This week I have learned a few things:
1. I now completely understand why so many people drop out of college.
2. Insulin is as cheap as water. (I’m being sarcastic.)
3. My boyfriend gives the best hugs.
4. I can’t wait to become a teacher and help mold little brains.
5. Weighted blankets and lots of ice cream will get me through college.
Anya R., October 11, 2020
There Is No College in COVID is an unadorned compilation of twice-weekly journal entries by first-term, first-year students in Jenna Goldsmith’s Fall ’20 ALS 199 U-Engage class at OSU-Cascades. The book is equal parts inspiring, reflective, heartening, and heartbreaking. It’s a precious first-person chronicle of students’ lives as they entered college six months after the pandemic began.
You can read this book in an hour or two, then spend months sorting through the thoughts and feelings that the powerful, honest writing of these students evokes about a long ordeal that we, too, lived through, each in our own way.
Jenna Goldsmith is a poet and Assistant Director of the Women’s, Gender, and Sexuality Studies Program at Illinois State University. She was a Senior Instructor of writing at OSU-Cascades at the time of the COVID-19 Journaling Project. Dr. Goldsmith graciously agreed to answer our questions and share her perspectives about the book. She identified the student quotes used in this post as some of her favorite passages.
CTL: What do you think instructors might learn from this book that would be applicable to their roles in teaching, advising, and nurturing college students?
JG: I think there are two main takeaways from this book. First, the journal entries reflect a complex swath of reactions to being a college student during the pandemic. As educators, I believe we benefit from reading those responses, as it’s sometimes easy to become numb to our students’ experiences, or forget about how impactful this has been on their lives.
Also, the book reflects an effort to think creatively about what students can produce in a course. As noted in the Introduction of the book, the course this book came out of looked very different before the pandemic. The pandemic caused me to reconceptualize the course, and in a way, opened up the possibility of what we could do in the course. I encourage instructors to think hard about how they can infuse students’ lived experience during these unprecedented times in the courses they are teaching.
CTL: What are the lasting messages about teaching and learning that you find in these Fall ’20 writings of your students?
JG: I hope that instructors will continue to take care of themselves, just as they would instruct their students to take care of themselves. In this book, we witness a lot of confusion, a lot of heartbreak, and a lot of uncertainty about the future. These are not just feelings students have in higher ed—instructors are right alongside them in that. Find common ground with students when it comes to these challenging times, and see where there is overlap in experience.

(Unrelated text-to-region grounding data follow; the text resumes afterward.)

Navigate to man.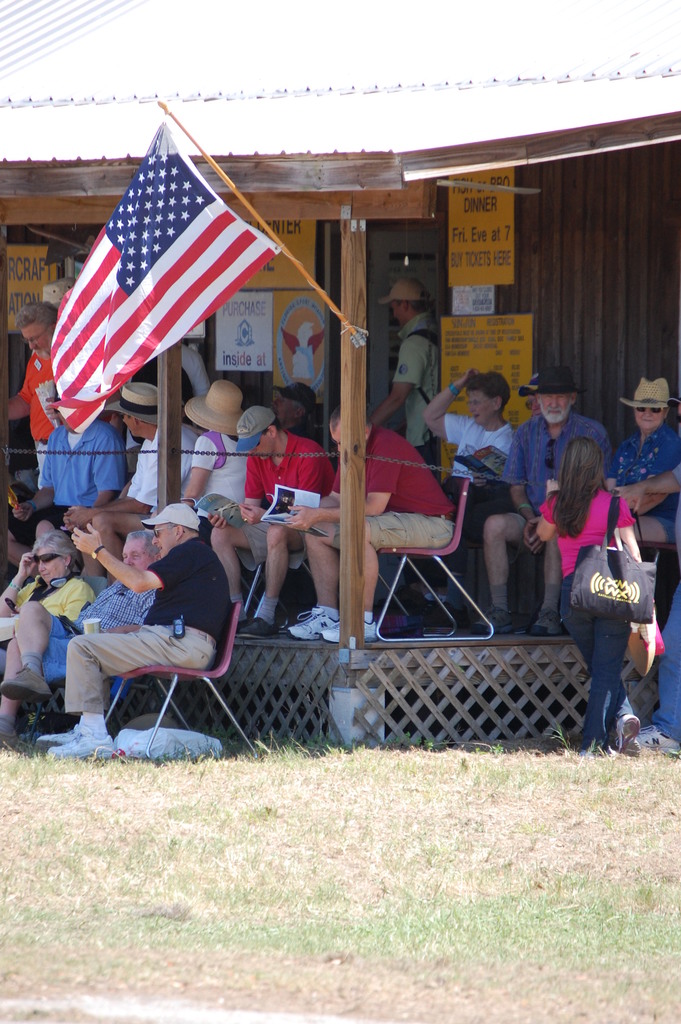
Navigation target: 179,381,247,513.
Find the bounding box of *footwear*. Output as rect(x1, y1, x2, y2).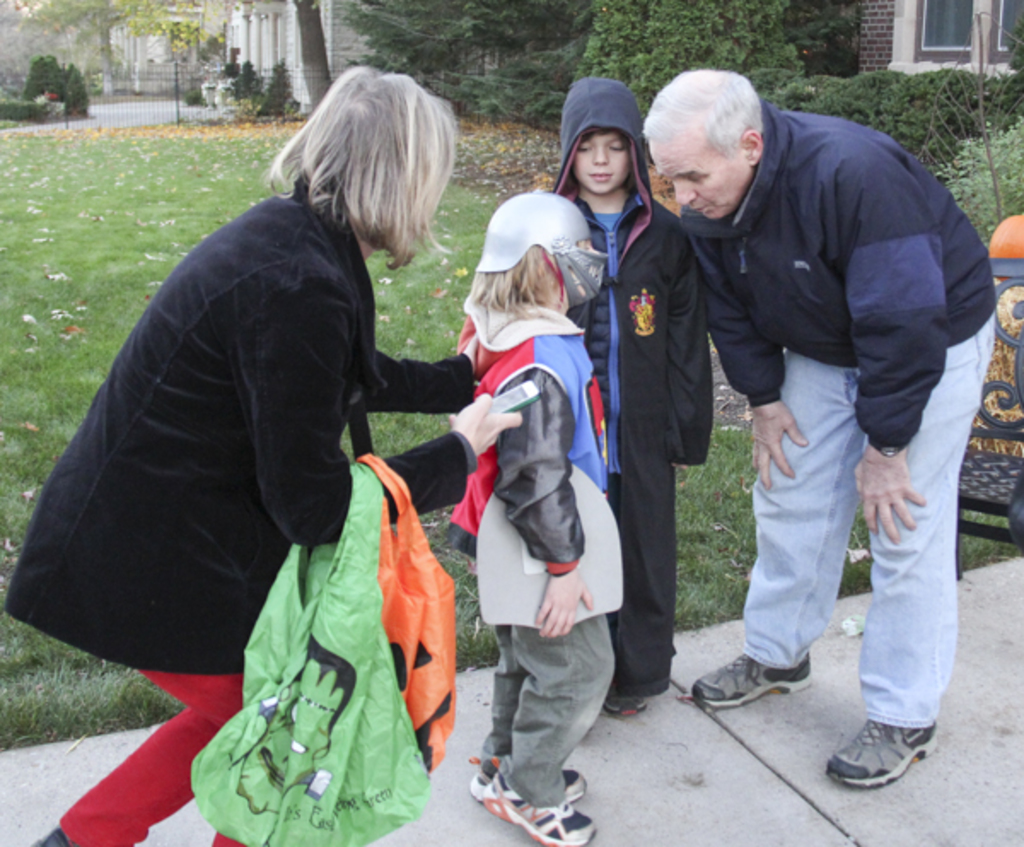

I found that giving students an academic space to reflect allowed them some relief in other areas of their lives. At the end of the term, they voiced their appreciation for the term-long journaling assignment, noting in particular how it added to their self-care routine and a more positive mental state.
Though the OSU grading system doesn’t recognize A+ as a final grade, There Is No College in COVID has earned one. This book will continue to inform teaching and coping with great challenges for a long time to come.
This pandemic really made me enjoy the little details: the smell of cookies when they are baking in the oven; the cat stretched out baking in the sun; the warmth of the fire in the woodstove; the sound of the rain on the roof. I am a homebody but this virus has led to a whole new level of comfort, and it is amazing. Sometimes we just have to focus on the positive things and not let our worries take over our lives. We need to pay attention to what’s happening around us.
Elliana B., November 22, 2020
In the spirit of There Is No College in COVID, you are invited to share your perspectives on the pandemic through CTL’s Bright Side Project, which is compiling the stories of faculty, staff, and students for an online public collection. Would you like to share your thoughts on how you kept teaching amidst the challenges of the past two years? What worked well? What skills have you gained and what have you learned about yourself that you will carry forward?
The There Is No College in COVID project was supported by a grant from the OSU Women’s Giving Circle, and all proceeds from sale of the book go toward OSU-Cascades scholarships.